The Enron corporate governance spectacle that was witnessed at Enron should serve as a wakeup call for the stock market stakeholders and federal regulators. Internal audits alone are not enough to act as performance indicators. Furthermore, it is important for directors not just to show up but also do their job. The Board of Directors at Enron had the best chances of averting failure but its passivity ended up being a liability to shareholders.
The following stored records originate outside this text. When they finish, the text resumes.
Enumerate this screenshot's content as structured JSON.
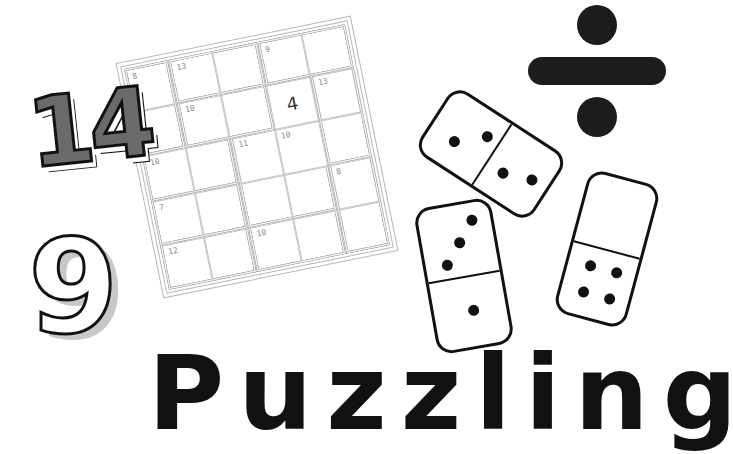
{
  "puzzle": {
    "type": "killer-5x5",
    "given": {
      "row": 1,
      "col": 3,
      "value": "4"
    },
    "clues": [
      {
        "row": 0,
        "col": 0,
        "value": "8"
      },
      {
        "row": 0,
        "col": 1,
        "value": "13"
      },
      {
        "row": 0,
        "col": 3,
        "value": "9"
      },
      {
        "row": 1,
        "col": 1,
        "value": "10"
      },
      {
        "row": 1,
        "col": 4,
        "value": "13"
      },
      {
        "row": 2,
        "col": 0,
        "value": "10"
      },
      {
        "row": 2,
        "col": 2,
        "value": "11"
      },
      {
        "row": 2,
        "col": 3,
        "value": "10"
      },
      {
        "row": 3,
        "col": 0,
        "value": "7"
      },
      {
        "row": 3,
        "col": 4,
        "value": "8"
      },
      {
        "row": 4,
        "col": 0,
        "value": "12"
      },
      {
        "row": 4,
        "col": 2,
        "value": "10"
      }
    ]
  },
  "decor": {
    "number_a": "14",
    "number_b": "9",
    "operator": "division-sign"
  },
  "dominoes": [
    {
      "name": "domino-2-2",
      "top_pips": 2,
      "bottom_pips": 2
    },
    {
      "name": "domino-3-1",
      "top_pips": 3,
      "bottom_pips": 1
    },
    {
      "name": "domino-0-4",
      "top_pips": 0,
      "bottom_pips": 4
    }
  ],
  "title": {
    "text": "Puzzling"
  },
  "colors": {
    "ink": "#111111",
    "grid": "#b8b8b8",
    "clue": "#8a8a8a",
    "shade": "#6a6a6a",
    "light_shade": "#c8c8c8"
  }
}
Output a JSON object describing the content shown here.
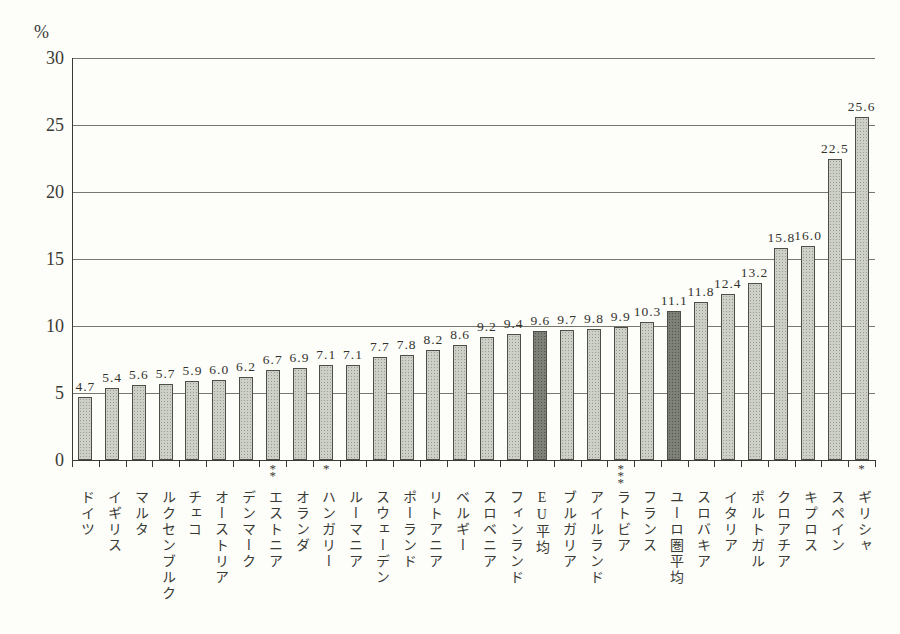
{
  "chart_data": {
    "type": "bar",
    "title": "",
    "xlabel": "",
    "ylabel": "%",
    "ylim": [
      0,
      30
    ],
    "yticks": [
      0,
      5,
      10,
      15,
      20,
      25,
      30
    ],
    "grid": true,
    "legend": "none",
    "categories": [
      "ドイツ",
      "イギリス",
      "マルタ",
      "ルクセンブルク",
      "チェコ",
      "オーストリア",
      "デンマーク",
      "エストニア",
      "オランダ",
      "ハンガリー",
      "ルーマニア",
      "スウェーデン",
      "ポーランド",
      "リトアニア",
      "ベルギー",
      "スロベニア",
      "フィンランド",
      "EU平均",
      "ブルガリア",
      "アイルランド",
      "ラトビア",
      "フランス",
      "ユーロ圏平均",
      "スロバキア",
      "イタリア",
      "ポルトガル",
      "クロアチア",
      "キプロス",
      "スペイン",
      "ギリシャ"
    ],
    "values": [
      4.7,
      5.4,
      5.6,
      5.7,
      5.9,
      6.0,
      6.2,
      6.7,
      6.9,
      7.1,
      7.1,
      7.7,
      7.8,
      8.2,
      8.6,
      9.2,
      9.4,
      9.6,
      9.7,
      9.8,
      9.9,
      10.3,
      11.1,
      11.8,
      12.4,
      13.2,
      15.8,
      16.0,
      22.5,
      25.6
    ],
    "footnote_marks": [
      "",
      "",
      "",
      "",
      "",
      "",
      "",
      "**",
      "",
      "*",
      "",
      "",
      "",
      "",
      "",
      "",
      "",
      "",
      "",
      "",
      "***",
      "",
      "",
      "",
      "",
      "",
      "",
      "",
      "",
      "*"
    ],
    "highlighted_categories": [
      "EU平均",
      "ユーロ圏平均"
    ],
    "colors": {
      "background": "#fdfdfa",
      "bar_fill": "#ccd0c6",
      "bar_fill_highlight": "#7e8178",
      "bar_border": "#4e4e48",
      "axis": "#3b3b36",
      "grid": "#77776f",
      "text": "#3a3a35"
    }
  }
}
Financial audits should have information that benefits their intended audiences (shareholders and regulators) and not a projection of a few managers. Consequently, the corporate environment should encourage the Board of Directors to be independent. Also, the directors should be conversant with all aspects of the business including its prospects and imminent risks. Of utmost importance is the fact that directors need to understand what is expected from them as far as governance is concerned (Abdel-Khalik 2002). Finally, corporate governance is no longer an appendage in the modern business environment.

References

Abdel-Khalik, R 2002, “Reforming corporate governance post Enron: Shareholders’ Board of Trustees and the auditor”, Journal of Accounting and Public Policy, vol. 21, no. 2, pp. 97-103.

Becht, M, Bolton, P & Roell, A 2003, “Corporate governance and control”, Handbook of the Economics of Finance, vol. 1, no. 3, pp. 1-109.

Cohan, J 2002, “I didn’t know and I was only doing my job: Has corporate governance careened out of control? A case study of Enron’s information myopia”, Journal of Business Ethics, vol. 40, no. 3, pp. 275-299.

Dembinski, P 2005, Enron and World Finance, Palgrave Macmillan, Washington.

Heath, J & Norman, W 2004, “Stakeholder theory, corporate governance and public management: what can the history of state-run enterprises teach us in the post-Enron era?”, Journal of Business Ethics, vol. 53, no. 3, pp. 247-265.

Ide, R 2002, “Post-Enron corporate governance opportunities: Creating a culture of greater board collaboration and oversight”, Mercer Rev, vol. 54, no. 1, pp. 829-830.

Jennings, M 2002, “Primer on Enron: Lessons from a perfect storm of financial reporting, corporate governance, and ethical culture failures, Cal Review, vol. 39, no. 3, pp. 163-165.

Mitchell, G 2014, “Case studies, counterfactuals, and causal explanations”, University of Pennsylvania Law Review, vol. 152, no. 5, pp. 1517-1608.

Schwartz, M 2009, “Tone at the top: An ethics code for directors?”, Journal of Business Ethics, vol. 58, no. 3, pp. 79-100.

Sims, R & Brinkmann, J 2003, “Enron ethics or: culture matters more than codes”, Journal of Business Ethics, vol. 45, no. 3, pp. 243-256.

Solomon, J 2007, Corporate governance and accountability, John Wiley & Sons, New York.

Tricker, R 2015, Corporate governance: Principles, policies, and practices, Oxford University Press, Oxford.

Vinten, G 2002, “The corporate governance lessons of Enron”, International Journal of Business in Society, vol. 2, no. 4, pp. 4-9.